Ireland & USA: Little Differences #1
TENNIS BALLS
I walk and cycle all over Kansas City and pass several tennis balls on the street every day. Most of them are newish. Some, brand new.
I walked and cycled even more all over Dublin yet you could count on one hand the number of times I have found tennis balls in Ireland. And they were never newish.
A few years ago I used to go to a park regularly here in Kansas City’s Midtown. Usually I would intend, but forget, to bring a tennis ball, yet I’d continue for I’d know I’d always find one there. Always. Not sometimes, not mostly, but always. And I did. And no, the park wasn’t anywhere near a tennis court.
Today I passed a few on different streets, and I left them where they lay for I knew they were probably owned by the kids in the house they were nearest, or across the street, or down the street, or somewhere close by. And I already have forty-seven balls at home.
Read UPDATE: 2 years later from the streets of Dublin
I think of throwing things away as throwing money away, and in Kansas City much more people have money to throw away - or their parents’ money - and the money bounces all furry and luminous as the people go off looking for some more money to throw away.
Other Less Celebrated Differences Between Ireland & the US:
• Talking Temperatures
• Valentine’s Day
• Going Out The In Door
• Fun
How very true this is. It depends so much on how you were raised. I grew up in a lower income family with four kids we kept everything till it couldn’t be used again.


What must be handed in is the entire listing, exactly as written, with no pictures.

»»

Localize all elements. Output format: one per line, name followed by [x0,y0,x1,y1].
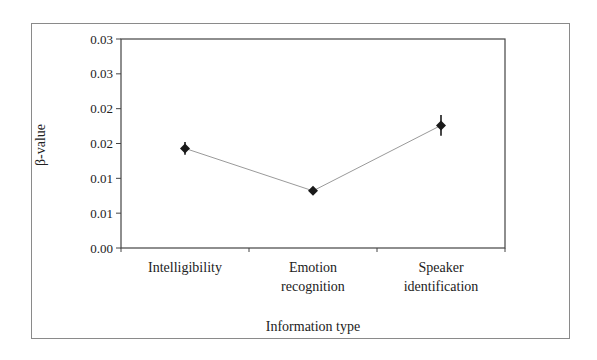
line-chart: 0.000.010.010.020.020.030.03 Intelligibi… [0,0,597,360]
x-axis-title: Information type [266,319,360,334]
y-axis: 0.000.010.010.020.020.030.03 [90,32,121,256]
y-axis-title: β-value [33,124,48,166]
y-tick-label: 0.01 [90,206,113,221]
x-axis: IntelligibilityEmotionrecognitionSpeaker… [121,248,505,294]
y-tick-label: 0.02 [90,101,113,116]
y-tick-label: 0.02 [90,136,113,151]
y-tick-label: 0.03 [90,66,113,81]
plot-area [121,39,505,248]
x-category-label: Intelligibility [148,260,222,275]
x-category-label: Emotionrecognition [281,260,345,294]
y-tick-label: 0.01 [90,171,113,186]
x-category-label: Speakeridentification [404,260,479,294]
y-tick-label: 0.00 [90,241,113,256]
y-tick-label: 0.03 [90,32,113,47]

««

[PROBLEM SOLUTION]
Localize all elements. Output format: one per line, name followed by [x0,y0,x1,y1].
line-chart: 0.000.010.010.020.020.030.03 Intelligibi… [0,0,597,360]
x-axis-title: Information type [266,319,360,334]
y-axis: 0.000.010.010.020.020.030.03 [90,32,121,256]
y-axis-title: β-value [33,124,48,166]
y-tick-label: 0.01 [90,206,113,221]
x-axis: IntelligibilityEmotionrecognitionSpeaker… [121,248,505,294]
y-tick-label: 0.02 [90,101,113,116]
y-tick-label: 0.02 [90,136,113,151]
y-tick-label: 0.03 [90,66,113,81]
plot-area [121,39,505,248]
x-category-label: Intelligibility [148,260,222,275]
x-category-label: Emotionrecognition [281,260,345,294]
y-tick-label: 0.01 [90,171,113,186]
x-category-label: Speakeridentification [404,260,479,294]
y-tick-label: 0.00 [90,241,113,256]
y-tick-label: 0.03 [90,32,113,47]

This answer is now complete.